Long story . . . I obtained a JVC 6ohm front-loaded, ported subwoofer with a seemingly incurable rattle. As with many big-box products the unit cannot be disassembled. Rather than throw it out, I did a thing. I found some feet, cut a hole in the bottom of the cabinet, fixed the rattle, and installed another 6 ohm driver into the hole I'd made.
It all sounds great but it's 3 ohms and I don't know how much longer the amp can cope.
I could wire the drivers in series: 12 ohms. Or, I have a 5 ohm resistor that I can utilise. How can wire these to get close to 8 ohms?
It all sounds great but it's 3 ohms and I don't know how much longer the amp can cope.
I could wire the drivers in series: 12 ohms. Or, I have a 5 ohm resistor that I can utilise. How can wire these to get close to 8 ohms?
Cool. 12ohms it is.Series. Adding a resistor is pointless, since it would burn the majority of the power.
If the amp is not getting hot at normal listening levels, it can "cope" as long as it would driving the higher impedance load.It all sounds great but it's 3 ohms and I don't know how much longer the amp can cope.
It is overheating. I've already blown 1 chip. It'd probably do fine in a home theatre environment but I'm sure an extended period of playing music would kill it.If the amp is not getting hot at normal listening levels, it can "cope" as long as it would driving the higher impedance load.
Are the two drivers the same? If not, you can put them in series but they may not share the signal fairly.
Use a higher rated Class D amp, as the existing amp is near its limits.
ST had some automobile use chip amps which are rated at 1, or 2 ohms. Their competitors would also have some.
It seems the trend now is for lower impedance rated systems.
I was looking for chip amps on the ST site, most are Class D, and rated for much lower impedance than the Class AB amps.
No ties to any seller, YMMV.
ST had some automobile use chip amps which are rated at 1, or 2 ohms. Their competitors would also have some.
It seems the trend now is for lower impedance rated systems.
I was looking for chip amps on the ST site, most are Class D, and rated for much lower impedance than the Class AB amps.
No ties to any seller, YMMV.
Thanks guys. In the end I wired drivers in series. It sounds okay. tighter. It was an interesting project that saved a speaker from the scrapyard. The cabinet is probably too small, 2 x 6.5" drivers in a 18l box designed for one. It has the trifecta of options: front-facing driver, downward facing driver, rear facing port.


WHAT IS NEEDED:
In the records below, find every line that contains "income" and list it.

Stored records
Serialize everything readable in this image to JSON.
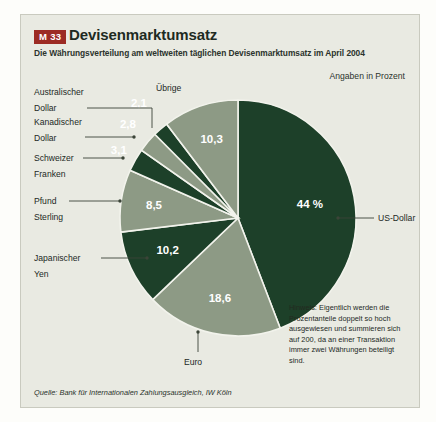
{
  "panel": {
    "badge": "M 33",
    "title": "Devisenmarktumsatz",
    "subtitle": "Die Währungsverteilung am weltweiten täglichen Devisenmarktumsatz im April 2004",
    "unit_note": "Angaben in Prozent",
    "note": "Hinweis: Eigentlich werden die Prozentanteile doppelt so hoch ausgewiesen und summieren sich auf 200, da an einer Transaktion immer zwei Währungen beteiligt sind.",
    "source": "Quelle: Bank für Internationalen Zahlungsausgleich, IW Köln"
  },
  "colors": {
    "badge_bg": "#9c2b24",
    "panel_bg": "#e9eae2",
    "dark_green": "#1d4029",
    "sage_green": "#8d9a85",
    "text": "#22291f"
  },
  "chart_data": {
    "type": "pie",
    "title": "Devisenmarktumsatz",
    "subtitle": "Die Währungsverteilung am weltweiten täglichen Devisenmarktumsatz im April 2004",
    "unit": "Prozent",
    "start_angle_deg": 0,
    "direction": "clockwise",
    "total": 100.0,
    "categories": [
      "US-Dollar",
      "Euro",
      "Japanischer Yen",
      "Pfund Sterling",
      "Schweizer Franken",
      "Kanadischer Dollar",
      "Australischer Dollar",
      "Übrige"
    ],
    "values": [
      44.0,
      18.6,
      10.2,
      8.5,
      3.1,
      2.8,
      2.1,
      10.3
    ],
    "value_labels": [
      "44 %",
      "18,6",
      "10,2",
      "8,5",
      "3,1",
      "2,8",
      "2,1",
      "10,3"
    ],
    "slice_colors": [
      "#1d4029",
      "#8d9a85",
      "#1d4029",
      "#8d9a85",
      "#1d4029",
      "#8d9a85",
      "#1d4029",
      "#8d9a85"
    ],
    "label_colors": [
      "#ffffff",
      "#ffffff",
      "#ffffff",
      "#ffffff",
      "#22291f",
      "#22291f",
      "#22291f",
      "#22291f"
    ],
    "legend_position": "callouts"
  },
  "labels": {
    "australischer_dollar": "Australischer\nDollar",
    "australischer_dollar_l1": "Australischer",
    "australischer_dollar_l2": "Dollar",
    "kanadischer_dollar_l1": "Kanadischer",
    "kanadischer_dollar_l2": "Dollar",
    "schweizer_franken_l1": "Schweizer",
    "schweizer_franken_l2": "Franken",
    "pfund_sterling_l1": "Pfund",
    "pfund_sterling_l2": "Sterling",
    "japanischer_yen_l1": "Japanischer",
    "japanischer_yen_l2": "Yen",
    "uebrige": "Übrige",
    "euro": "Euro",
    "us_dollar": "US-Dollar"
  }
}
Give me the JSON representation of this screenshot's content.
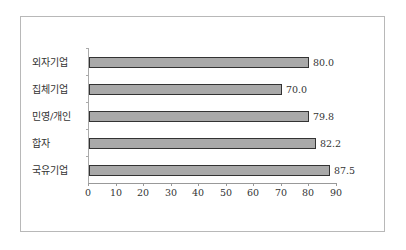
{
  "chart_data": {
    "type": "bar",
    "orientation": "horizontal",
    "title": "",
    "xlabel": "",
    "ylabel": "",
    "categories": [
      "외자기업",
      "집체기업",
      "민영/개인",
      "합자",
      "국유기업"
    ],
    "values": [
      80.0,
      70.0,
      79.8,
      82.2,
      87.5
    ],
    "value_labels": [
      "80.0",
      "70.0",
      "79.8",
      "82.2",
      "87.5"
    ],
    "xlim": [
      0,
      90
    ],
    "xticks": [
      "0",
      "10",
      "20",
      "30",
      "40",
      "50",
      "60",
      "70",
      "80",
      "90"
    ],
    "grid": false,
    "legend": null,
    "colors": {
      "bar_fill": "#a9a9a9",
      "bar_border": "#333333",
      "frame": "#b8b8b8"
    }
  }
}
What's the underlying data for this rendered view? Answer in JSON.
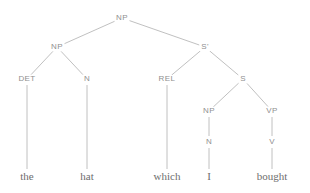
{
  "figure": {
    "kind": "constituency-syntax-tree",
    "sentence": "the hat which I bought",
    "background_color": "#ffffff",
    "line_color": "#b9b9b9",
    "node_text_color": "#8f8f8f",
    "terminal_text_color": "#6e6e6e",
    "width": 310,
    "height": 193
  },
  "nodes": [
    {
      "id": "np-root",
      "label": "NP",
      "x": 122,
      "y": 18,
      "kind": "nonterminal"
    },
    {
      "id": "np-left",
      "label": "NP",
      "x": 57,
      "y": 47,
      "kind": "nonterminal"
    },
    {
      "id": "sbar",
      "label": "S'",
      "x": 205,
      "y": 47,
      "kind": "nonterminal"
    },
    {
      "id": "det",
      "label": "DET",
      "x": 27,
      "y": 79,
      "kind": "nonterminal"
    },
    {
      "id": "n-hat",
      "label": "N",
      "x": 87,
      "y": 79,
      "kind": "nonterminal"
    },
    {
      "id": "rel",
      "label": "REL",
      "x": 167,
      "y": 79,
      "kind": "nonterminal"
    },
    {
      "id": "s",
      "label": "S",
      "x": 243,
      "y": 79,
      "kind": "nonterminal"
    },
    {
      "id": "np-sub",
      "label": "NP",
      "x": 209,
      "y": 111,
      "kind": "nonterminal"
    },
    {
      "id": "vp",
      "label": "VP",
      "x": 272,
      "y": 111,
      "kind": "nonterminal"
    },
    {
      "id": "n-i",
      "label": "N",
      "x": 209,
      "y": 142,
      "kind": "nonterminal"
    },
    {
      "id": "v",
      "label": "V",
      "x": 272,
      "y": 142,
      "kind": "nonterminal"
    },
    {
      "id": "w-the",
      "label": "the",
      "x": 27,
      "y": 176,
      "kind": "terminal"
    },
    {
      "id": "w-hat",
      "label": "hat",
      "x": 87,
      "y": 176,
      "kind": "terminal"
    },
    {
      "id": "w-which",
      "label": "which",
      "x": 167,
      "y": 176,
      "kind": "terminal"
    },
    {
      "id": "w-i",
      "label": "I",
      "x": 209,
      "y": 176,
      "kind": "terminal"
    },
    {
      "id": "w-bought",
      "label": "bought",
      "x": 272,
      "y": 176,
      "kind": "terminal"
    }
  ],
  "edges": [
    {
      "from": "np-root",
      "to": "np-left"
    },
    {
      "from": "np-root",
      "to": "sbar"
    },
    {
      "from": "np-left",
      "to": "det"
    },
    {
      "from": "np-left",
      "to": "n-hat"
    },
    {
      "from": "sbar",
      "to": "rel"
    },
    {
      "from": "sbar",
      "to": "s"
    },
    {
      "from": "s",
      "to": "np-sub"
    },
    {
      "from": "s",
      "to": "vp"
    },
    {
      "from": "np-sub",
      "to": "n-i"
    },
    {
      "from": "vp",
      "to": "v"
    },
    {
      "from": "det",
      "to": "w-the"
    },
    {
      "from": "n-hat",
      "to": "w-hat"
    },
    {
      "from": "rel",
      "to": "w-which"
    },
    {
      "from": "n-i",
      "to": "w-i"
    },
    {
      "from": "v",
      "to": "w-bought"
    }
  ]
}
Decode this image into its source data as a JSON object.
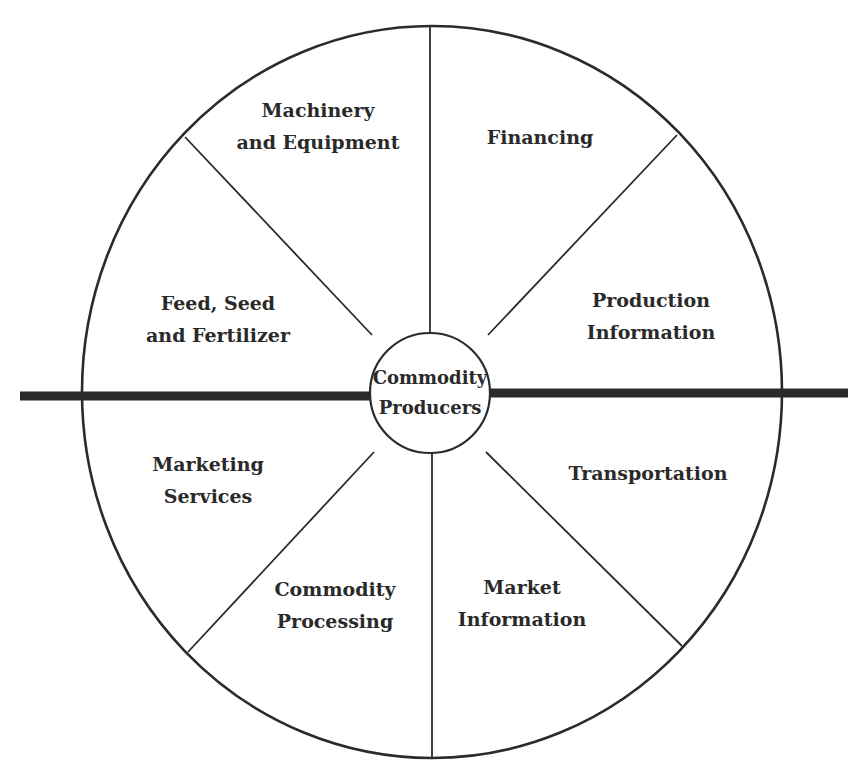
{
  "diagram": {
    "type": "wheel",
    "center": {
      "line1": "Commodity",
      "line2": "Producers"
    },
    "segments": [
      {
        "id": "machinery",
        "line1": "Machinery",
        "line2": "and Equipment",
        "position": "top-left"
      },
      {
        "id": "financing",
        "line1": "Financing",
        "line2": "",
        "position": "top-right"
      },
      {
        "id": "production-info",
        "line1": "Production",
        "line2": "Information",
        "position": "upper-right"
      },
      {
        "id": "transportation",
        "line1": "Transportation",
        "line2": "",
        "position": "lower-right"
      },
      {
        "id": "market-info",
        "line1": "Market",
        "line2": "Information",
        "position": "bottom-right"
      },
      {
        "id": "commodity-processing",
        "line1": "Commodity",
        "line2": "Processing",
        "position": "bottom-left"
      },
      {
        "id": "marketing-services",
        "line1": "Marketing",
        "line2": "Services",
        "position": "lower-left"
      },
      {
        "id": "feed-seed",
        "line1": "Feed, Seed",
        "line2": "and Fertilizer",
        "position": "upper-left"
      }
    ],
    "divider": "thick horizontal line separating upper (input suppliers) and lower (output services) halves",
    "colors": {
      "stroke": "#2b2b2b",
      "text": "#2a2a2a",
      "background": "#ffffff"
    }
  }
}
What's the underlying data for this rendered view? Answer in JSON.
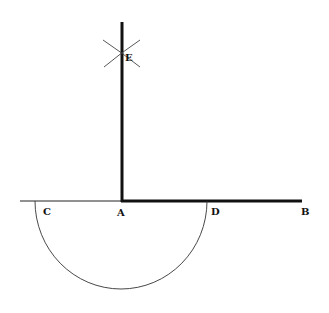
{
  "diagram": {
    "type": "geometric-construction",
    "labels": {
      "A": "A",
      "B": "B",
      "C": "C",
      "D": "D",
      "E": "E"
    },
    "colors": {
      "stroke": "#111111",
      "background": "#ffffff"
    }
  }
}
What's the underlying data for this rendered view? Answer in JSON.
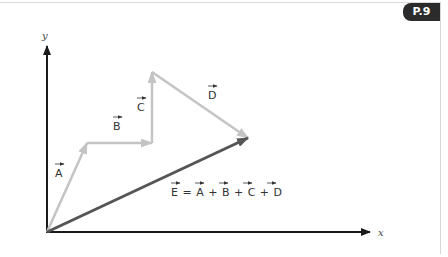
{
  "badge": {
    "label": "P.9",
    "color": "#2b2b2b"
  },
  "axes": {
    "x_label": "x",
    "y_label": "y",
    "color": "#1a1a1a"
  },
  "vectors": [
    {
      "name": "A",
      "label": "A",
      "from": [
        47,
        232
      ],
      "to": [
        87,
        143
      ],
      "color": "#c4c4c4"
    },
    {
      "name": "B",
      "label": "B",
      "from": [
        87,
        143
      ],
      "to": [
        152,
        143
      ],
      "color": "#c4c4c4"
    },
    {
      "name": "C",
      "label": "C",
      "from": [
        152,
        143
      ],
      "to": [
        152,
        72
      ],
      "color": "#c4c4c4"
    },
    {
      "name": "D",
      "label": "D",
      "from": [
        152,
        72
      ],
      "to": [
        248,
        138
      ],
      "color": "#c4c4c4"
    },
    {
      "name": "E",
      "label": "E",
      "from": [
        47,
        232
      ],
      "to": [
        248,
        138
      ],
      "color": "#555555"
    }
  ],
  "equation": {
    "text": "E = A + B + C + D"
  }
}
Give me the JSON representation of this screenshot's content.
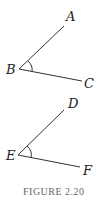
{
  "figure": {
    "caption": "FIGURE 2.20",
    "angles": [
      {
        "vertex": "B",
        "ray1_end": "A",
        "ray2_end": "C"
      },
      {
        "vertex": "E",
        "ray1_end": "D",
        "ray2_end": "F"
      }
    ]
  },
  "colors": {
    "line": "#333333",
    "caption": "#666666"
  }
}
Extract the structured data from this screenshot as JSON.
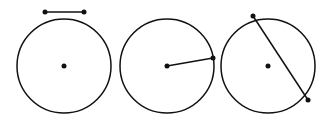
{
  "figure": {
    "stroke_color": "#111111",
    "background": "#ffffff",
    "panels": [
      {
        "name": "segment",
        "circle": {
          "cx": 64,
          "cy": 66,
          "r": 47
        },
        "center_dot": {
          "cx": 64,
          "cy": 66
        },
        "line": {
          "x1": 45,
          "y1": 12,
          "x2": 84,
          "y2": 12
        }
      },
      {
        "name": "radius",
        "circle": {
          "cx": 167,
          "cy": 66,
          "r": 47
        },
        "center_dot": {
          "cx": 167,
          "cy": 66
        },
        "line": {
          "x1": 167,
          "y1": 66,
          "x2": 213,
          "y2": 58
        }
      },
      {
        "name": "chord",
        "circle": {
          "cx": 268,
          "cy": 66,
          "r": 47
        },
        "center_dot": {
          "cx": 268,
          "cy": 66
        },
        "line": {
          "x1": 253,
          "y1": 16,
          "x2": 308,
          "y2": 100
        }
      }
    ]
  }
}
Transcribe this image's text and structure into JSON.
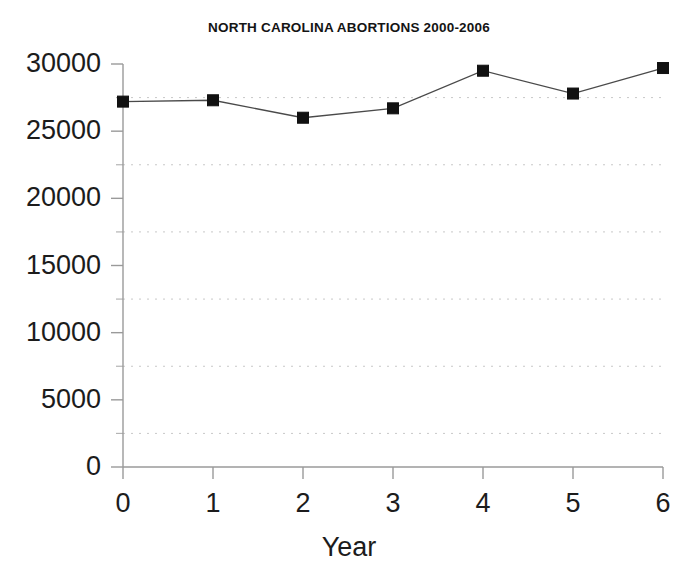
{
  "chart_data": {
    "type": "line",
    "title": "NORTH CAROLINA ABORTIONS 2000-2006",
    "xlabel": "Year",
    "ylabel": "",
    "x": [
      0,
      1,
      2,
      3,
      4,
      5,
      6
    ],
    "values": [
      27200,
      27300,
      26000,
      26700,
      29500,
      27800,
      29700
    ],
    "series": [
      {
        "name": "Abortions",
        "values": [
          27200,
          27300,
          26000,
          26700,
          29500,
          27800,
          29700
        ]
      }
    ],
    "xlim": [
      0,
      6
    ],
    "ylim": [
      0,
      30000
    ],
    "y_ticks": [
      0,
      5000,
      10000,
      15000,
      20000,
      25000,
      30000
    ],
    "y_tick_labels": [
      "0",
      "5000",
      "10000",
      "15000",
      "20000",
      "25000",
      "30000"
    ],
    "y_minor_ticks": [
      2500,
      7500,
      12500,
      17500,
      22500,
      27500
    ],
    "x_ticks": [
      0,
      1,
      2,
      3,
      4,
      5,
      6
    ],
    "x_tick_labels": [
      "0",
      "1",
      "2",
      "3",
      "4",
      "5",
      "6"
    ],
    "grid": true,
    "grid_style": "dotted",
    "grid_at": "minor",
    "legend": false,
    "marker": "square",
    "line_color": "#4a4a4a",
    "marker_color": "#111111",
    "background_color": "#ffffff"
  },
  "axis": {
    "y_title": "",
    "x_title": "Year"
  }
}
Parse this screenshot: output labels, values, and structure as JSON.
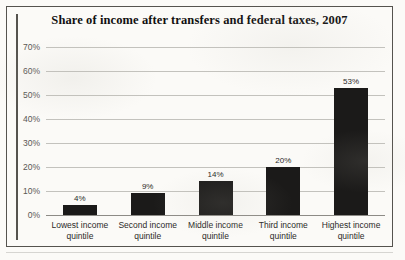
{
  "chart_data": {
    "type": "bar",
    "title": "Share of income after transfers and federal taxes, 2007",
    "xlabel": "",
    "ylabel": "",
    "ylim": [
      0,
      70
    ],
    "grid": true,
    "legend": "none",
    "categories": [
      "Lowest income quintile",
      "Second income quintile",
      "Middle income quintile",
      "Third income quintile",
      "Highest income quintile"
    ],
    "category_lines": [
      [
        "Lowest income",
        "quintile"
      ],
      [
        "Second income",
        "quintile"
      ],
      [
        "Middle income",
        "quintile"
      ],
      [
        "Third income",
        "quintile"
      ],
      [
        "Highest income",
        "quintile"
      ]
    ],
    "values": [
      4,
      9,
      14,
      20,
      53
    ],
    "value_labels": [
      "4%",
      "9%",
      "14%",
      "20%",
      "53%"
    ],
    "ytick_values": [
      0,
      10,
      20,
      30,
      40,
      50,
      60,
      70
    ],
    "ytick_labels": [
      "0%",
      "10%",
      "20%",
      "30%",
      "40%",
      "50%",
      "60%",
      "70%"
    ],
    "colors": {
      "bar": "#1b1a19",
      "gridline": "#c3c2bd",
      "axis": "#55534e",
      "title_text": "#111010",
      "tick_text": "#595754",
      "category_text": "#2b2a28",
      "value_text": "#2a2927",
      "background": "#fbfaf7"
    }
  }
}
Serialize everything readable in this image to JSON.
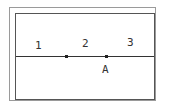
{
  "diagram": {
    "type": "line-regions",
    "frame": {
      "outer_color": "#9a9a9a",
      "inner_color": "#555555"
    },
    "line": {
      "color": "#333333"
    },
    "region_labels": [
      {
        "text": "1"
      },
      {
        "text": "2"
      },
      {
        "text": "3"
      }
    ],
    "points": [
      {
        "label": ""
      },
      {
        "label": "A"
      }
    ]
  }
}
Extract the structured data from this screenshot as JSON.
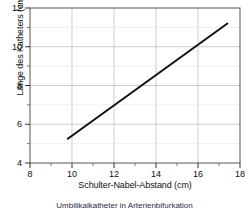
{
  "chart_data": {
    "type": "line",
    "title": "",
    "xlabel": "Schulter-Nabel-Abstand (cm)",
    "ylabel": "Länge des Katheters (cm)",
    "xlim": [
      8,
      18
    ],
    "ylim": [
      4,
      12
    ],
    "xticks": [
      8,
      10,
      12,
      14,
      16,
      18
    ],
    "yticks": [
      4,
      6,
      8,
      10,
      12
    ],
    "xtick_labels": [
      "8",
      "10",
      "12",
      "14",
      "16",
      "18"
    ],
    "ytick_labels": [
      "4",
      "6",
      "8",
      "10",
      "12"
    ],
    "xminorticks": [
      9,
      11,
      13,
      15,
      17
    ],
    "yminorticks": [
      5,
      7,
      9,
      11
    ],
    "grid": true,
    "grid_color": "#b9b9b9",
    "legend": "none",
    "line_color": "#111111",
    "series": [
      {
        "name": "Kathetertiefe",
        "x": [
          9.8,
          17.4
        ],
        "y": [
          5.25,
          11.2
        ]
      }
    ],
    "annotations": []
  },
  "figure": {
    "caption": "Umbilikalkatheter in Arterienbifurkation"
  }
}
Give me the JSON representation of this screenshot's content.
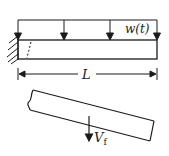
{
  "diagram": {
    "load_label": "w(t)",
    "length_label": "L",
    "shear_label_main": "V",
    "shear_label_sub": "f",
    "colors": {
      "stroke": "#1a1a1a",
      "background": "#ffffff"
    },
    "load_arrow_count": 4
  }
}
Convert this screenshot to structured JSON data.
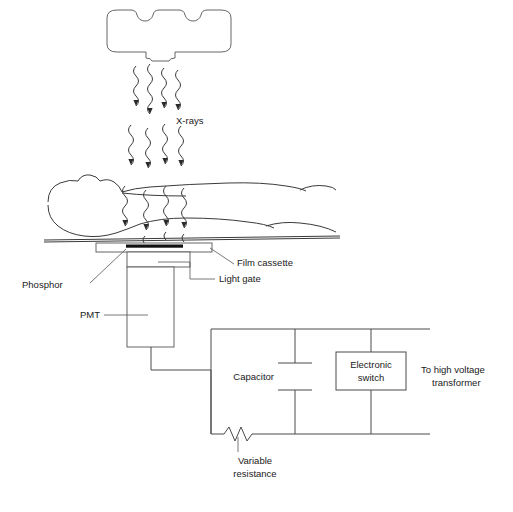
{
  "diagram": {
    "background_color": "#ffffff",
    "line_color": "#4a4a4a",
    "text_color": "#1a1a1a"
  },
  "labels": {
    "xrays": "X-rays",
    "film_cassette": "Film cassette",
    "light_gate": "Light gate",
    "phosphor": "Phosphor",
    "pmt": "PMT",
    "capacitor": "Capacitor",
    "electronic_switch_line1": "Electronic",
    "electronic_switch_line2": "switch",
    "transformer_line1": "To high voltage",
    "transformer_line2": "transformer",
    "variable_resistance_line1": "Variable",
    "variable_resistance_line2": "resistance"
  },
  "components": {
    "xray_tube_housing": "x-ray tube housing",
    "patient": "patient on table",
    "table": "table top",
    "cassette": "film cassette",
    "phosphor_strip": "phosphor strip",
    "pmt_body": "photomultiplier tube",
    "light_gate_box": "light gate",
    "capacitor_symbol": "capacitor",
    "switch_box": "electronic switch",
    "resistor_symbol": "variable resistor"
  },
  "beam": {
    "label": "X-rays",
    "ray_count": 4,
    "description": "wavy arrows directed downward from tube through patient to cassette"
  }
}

REPLY:
    "title": "Share of income after transfers and federal taxes, 2007",
      "Lowest income quintile",
      "Second income quintile",
      "Middle income quintile",
      "Third income quintile",
      "Highest income quintile"
        "Lowest income",
        "Second income",
        "Middle income",
        "Third income",
        "Highest income",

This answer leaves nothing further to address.